Would signal an extended pause into Q1 2026.

Market reaction:

  • Sharp market correction
  • Strong dollar
  • More volatility into year-end

Key Data to Watch Before the December Meeting

1. November Jobs Report (Dec 6)

Consensus: 180K jobs
Impact:

  • Below 150K → strengthens case for a cut
  • Above 200K → likely eliminates December cut

2. November CPI (Dec 11)

After the meeting — affects January path.

3. Fedspeak before blackout (through Dec 6)

Any hawkish or dovish tone shift may move markets.


Looking Ahead to 2026

Even if the Fed cuts in December, most major institutions expect a slower easing cycle next year.

  • Goldman Sachs: Two cuts (Mar + Jun 2026)
  • BlackRock: Fed funds at 3.4% by end of 2026
  • Morgan Stanley: Q1 2026 pause likely

The Fed’s decision to end QT on December 1 effectively adds extra liquidity — a subtle easing measure regardless of the rate outcome.


The Bottom Line

The December Fed meeting has evolved into one of the most uncertain policy decisions of the year. Inflation remains sticky, the labor market is softening, and internal Fed disagreement is unusually high.

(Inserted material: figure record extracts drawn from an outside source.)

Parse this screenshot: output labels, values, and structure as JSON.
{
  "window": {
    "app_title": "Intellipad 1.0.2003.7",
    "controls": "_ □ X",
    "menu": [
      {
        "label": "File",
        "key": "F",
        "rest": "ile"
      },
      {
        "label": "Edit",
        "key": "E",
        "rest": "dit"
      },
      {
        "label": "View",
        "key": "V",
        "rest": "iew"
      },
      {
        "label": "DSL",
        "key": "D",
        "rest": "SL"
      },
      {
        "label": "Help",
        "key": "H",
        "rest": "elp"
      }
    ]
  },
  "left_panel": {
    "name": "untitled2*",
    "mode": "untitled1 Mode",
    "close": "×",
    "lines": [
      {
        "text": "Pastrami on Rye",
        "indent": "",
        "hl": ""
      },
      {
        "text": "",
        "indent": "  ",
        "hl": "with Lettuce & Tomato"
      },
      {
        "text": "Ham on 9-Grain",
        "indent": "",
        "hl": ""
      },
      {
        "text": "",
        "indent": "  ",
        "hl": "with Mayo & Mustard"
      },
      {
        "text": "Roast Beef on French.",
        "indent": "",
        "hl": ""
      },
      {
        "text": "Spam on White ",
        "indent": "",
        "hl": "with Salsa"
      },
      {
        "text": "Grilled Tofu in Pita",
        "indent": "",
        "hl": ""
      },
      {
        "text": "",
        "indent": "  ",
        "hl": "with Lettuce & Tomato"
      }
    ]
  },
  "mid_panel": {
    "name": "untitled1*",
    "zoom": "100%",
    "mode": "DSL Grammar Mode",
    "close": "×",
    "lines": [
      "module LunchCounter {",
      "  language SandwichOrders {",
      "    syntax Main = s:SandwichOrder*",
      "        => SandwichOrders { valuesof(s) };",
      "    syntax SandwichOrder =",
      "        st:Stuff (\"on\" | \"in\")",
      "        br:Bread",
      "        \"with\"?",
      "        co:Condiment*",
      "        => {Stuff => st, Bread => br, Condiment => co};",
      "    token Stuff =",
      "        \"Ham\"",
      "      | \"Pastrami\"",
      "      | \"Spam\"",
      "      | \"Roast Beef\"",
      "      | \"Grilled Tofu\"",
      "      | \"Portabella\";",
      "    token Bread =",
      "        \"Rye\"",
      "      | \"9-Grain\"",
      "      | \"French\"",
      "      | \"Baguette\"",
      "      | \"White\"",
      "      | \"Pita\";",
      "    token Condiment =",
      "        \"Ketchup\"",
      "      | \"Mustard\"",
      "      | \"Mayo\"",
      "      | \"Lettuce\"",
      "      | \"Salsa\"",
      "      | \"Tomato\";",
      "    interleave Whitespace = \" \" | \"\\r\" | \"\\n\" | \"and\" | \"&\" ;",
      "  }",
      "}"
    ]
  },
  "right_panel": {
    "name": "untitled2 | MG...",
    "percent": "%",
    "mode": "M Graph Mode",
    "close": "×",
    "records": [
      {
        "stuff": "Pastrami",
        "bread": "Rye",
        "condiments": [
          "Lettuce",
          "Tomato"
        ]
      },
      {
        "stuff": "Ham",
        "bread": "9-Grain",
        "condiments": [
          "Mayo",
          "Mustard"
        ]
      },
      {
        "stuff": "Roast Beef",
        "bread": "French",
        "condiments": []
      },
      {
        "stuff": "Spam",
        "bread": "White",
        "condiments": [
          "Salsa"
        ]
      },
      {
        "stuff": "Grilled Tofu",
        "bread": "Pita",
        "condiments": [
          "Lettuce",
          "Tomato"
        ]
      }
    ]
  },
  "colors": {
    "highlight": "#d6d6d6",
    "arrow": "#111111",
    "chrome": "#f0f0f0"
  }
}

For traders, this environment creates significant opportunity — but also elevated risk.

What to Do Now

  • Monitor CME FedWatch Tool daily
  • Track November jobs data (Dec 6)
  • Prepare for rate-sensitive sector volatility
  • Consider hedging ahead of the announcement
  • Expect sharp moves on December 10 regardless of outcome

The Fed’s December decision will shape the market’s trajectory into 2026 — and with the FOMC more divided than ever, the path forward is anything but certain.